--- RECORD EXTRACTS Enclosed Below ---
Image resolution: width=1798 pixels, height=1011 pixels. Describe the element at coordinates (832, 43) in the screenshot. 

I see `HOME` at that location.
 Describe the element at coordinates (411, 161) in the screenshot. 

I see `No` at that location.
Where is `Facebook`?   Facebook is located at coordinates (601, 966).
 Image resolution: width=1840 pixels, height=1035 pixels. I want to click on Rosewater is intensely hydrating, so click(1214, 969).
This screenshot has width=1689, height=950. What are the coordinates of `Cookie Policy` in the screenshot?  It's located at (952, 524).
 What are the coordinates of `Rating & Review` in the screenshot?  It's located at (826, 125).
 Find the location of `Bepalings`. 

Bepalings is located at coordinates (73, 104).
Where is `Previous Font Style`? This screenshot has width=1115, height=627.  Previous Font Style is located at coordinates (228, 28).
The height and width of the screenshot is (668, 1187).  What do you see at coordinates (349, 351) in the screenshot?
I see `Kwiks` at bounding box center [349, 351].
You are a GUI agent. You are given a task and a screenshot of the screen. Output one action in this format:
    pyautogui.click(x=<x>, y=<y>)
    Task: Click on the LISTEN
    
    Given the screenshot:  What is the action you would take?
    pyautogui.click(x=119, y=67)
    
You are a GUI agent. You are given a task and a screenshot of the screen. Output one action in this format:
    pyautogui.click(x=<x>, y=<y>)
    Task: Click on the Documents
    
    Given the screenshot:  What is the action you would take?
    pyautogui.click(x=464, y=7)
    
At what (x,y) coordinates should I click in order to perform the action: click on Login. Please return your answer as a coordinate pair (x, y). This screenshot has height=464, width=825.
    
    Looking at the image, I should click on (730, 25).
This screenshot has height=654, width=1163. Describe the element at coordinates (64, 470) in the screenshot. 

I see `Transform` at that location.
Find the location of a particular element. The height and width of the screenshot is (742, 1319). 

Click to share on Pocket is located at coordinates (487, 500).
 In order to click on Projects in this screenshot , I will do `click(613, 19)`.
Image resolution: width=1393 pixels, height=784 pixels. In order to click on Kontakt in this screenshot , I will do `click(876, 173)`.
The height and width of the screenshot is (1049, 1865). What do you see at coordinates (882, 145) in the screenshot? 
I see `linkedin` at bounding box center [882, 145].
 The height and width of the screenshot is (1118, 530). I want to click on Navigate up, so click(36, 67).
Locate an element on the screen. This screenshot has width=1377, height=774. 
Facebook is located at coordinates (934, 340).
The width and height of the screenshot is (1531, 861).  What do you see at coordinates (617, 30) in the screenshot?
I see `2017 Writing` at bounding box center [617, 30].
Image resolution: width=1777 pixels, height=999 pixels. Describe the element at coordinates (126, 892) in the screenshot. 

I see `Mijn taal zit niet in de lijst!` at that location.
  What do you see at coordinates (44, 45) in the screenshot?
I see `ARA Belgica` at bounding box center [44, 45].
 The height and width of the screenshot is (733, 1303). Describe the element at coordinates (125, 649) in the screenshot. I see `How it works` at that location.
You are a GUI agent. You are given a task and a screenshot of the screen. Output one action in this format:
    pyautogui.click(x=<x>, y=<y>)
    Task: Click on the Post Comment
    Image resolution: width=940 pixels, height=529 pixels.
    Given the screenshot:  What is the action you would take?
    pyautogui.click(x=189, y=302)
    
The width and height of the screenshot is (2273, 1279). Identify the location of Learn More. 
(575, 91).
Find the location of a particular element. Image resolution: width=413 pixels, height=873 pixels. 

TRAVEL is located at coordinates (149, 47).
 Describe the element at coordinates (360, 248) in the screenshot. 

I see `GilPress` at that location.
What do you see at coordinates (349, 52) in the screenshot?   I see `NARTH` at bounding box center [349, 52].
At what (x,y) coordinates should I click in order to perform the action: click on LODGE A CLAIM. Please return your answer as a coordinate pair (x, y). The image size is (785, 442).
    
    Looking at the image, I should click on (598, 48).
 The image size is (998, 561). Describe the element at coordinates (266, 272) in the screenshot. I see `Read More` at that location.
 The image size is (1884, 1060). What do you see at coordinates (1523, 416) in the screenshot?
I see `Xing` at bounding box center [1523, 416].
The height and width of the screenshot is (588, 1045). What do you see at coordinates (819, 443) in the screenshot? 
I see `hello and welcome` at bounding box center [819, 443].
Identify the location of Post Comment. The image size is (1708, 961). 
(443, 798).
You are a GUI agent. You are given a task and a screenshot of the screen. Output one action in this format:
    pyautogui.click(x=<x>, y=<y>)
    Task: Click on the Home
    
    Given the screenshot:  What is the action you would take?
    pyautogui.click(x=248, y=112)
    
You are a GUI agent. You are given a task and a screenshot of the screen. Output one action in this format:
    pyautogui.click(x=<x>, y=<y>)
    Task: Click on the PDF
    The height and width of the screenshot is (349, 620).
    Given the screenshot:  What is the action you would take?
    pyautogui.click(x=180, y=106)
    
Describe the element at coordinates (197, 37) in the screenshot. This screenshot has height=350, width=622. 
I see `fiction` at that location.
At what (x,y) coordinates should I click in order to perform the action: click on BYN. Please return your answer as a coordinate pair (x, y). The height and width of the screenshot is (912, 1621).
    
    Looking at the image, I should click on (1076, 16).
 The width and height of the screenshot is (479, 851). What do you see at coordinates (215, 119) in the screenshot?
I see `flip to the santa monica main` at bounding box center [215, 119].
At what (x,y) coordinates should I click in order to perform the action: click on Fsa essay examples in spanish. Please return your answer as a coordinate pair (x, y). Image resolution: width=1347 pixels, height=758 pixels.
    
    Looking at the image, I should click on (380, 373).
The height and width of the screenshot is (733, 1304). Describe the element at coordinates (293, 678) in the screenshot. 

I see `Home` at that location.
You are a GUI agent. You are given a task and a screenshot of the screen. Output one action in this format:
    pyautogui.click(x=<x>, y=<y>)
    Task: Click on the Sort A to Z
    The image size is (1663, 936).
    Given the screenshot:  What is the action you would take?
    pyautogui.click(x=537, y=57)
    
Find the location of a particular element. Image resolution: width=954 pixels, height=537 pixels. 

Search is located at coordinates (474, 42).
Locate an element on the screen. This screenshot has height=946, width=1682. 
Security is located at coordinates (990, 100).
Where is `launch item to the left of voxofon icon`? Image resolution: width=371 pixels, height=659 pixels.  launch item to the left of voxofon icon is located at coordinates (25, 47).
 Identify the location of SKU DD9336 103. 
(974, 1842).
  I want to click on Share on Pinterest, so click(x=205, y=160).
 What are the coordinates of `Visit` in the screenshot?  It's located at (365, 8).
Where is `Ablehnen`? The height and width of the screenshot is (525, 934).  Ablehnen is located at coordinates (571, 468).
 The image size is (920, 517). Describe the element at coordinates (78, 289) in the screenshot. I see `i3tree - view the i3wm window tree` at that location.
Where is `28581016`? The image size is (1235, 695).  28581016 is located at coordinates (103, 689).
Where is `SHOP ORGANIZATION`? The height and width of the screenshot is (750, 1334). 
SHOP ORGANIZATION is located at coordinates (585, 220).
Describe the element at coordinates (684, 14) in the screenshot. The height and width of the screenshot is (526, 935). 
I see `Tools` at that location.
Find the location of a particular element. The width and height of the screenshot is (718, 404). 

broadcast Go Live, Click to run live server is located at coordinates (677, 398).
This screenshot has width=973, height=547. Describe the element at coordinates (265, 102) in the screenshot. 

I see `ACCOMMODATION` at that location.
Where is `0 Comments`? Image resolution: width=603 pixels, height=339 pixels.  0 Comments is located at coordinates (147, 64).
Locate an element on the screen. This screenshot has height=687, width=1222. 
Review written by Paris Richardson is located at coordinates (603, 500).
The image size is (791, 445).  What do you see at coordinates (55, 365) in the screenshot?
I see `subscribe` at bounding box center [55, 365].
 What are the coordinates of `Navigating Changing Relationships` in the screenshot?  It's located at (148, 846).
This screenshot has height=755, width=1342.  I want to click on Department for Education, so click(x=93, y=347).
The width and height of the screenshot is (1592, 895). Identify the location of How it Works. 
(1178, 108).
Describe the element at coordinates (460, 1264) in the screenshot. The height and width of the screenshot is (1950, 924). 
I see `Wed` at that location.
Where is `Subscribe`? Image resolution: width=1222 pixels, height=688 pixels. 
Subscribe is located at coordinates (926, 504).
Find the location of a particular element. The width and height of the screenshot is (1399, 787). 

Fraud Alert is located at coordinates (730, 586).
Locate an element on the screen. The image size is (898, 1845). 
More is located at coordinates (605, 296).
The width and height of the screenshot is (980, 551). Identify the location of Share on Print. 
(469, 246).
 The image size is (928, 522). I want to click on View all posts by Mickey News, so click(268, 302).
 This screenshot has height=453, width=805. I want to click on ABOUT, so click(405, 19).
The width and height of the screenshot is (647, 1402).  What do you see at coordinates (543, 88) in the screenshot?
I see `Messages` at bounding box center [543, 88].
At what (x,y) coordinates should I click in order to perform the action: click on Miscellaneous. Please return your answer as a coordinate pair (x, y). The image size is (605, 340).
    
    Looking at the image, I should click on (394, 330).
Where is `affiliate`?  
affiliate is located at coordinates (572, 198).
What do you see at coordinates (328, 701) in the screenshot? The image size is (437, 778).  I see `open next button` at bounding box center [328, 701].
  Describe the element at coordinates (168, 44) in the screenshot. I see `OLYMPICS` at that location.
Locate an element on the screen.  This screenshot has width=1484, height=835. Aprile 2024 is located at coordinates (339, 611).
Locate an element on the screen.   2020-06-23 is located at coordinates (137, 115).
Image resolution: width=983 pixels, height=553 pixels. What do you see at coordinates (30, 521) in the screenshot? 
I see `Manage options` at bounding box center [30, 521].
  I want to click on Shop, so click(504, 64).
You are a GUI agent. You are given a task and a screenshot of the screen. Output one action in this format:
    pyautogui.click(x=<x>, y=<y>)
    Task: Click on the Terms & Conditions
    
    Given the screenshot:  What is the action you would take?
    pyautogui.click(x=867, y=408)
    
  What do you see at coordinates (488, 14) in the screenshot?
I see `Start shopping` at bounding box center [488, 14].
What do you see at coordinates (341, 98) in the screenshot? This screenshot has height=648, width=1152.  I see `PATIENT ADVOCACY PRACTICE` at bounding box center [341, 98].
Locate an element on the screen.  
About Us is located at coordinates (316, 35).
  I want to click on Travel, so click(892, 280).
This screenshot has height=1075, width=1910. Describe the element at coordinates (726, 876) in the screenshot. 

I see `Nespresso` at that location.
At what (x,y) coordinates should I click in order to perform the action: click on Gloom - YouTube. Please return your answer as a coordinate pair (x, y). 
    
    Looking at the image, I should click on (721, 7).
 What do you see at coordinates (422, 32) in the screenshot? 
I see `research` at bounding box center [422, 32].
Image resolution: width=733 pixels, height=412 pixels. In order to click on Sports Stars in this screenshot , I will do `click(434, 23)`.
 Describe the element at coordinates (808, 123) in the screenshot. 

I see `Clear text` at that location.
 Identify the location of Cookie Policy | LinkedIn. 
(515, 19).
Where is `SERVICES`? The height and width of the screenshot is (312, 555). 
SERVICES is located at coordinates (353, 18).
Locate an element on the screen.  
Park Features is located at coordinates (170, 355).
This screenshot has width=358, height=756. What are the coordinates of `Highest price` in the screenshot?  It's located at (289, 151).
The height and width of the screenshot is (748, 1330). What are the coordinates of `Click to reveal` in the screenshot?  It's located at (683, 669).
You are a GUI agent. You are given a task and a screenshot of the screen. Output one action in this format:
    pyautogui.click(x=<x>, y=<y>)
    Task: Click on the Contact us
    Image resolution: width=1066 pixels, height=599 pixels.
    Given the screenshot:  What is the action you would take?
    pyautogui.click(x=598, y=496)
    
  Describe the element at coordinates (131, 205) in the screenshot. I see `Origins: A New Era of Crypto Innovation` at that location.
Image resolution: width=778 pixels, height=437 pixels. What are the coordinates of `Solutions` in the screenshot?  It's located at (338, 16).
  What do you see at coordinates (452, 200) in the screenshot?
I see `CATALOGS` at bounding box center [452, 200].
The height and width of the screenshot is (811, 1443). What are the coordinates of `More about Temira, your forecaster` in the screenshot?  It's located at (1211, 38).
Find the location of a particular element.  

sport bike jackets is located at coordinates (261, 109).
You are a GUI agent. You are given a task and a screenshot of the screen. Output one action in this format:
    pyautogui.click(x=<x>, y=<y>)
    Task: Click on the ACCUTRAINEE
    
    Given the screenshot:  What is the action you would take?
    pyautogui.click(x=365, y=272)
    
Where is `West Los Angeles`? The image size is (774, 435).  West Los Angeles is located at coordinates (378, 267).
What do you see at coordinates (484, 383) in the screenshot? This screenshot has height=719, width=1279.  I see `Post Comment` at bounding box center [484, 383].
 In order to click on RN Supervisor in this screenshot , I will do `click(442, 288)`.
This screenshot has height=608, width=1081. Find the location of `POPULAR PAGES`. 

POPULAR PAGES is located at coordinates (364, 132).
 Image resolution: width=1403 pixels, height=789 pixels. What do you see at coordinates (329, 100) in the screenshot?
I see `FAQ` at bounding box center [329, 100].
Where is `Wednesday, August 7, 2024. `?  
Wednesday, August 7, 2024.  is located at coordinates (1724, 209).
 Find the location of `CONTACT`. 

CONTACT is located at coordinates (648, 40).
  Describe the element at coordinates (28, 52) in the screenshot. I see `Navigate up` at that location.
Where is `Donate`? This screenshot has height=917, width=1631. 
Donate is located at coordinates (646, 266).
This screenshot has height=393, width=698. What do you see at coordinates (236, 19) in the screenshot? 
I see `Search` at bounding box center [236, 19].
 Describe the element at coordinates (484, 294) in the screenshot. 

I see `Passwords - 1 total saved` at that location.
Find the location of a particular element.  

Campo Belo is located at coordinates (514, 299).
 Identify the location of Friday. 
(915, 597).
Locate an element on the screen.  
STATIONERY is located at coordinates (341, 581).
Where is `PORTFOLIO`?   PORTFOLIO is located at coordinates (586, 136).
--- End of Enclosed RECORD EXTRACTS ---
PROBLEM TO WORK ON: Among the records above, a stretch begins at the line containing "Task: Click on the Terms & Conditions" and ends at the line containing "Image resolution: width=733". Restate that stretch word for word, and nothing else.

FINISHED TASK:
    Task: Click on the Terms & Conditions
    
    Given the screenshot:  What is the action you would take?
    pyautogui.click(x=867, y=408)
    
  What do you see at coordinates (488, 14) in the screenshot?
I see `Start shopping` at bounding box center [488, 14].
What do you see at coordinates (341, 98) in the screenshot? This screenshot has height=648, width=1152.  I see `PATIENT ADVOCACY PRACTICE` at bounding box center [341, 98].
Locate an element on the screen.  
About Us is located at coordinates (316, 35).
  I want to click on Travel, so click(892, 280).
This screenshot has height=1075, width=1910. Describe the element at coordinates (726, 876) in the screenshot. 

I see `Nespresso` at that location.
At what (x,y) coordinates should I click in order to perform the action: click on Gloom - YouTube. Please return your answer as a coordinate pair (x, y). 
    
    Looking at the image, I should click on (721, 7).
 What do you see at coordinates (422, 32) in the screenshot? 
I see `research` at bounding box center [422, 32].
Image resolution: width=733 pixels, height=412 pixels. In order to click on Sports Stars in this screenshot , I will do `click(434, 23)`.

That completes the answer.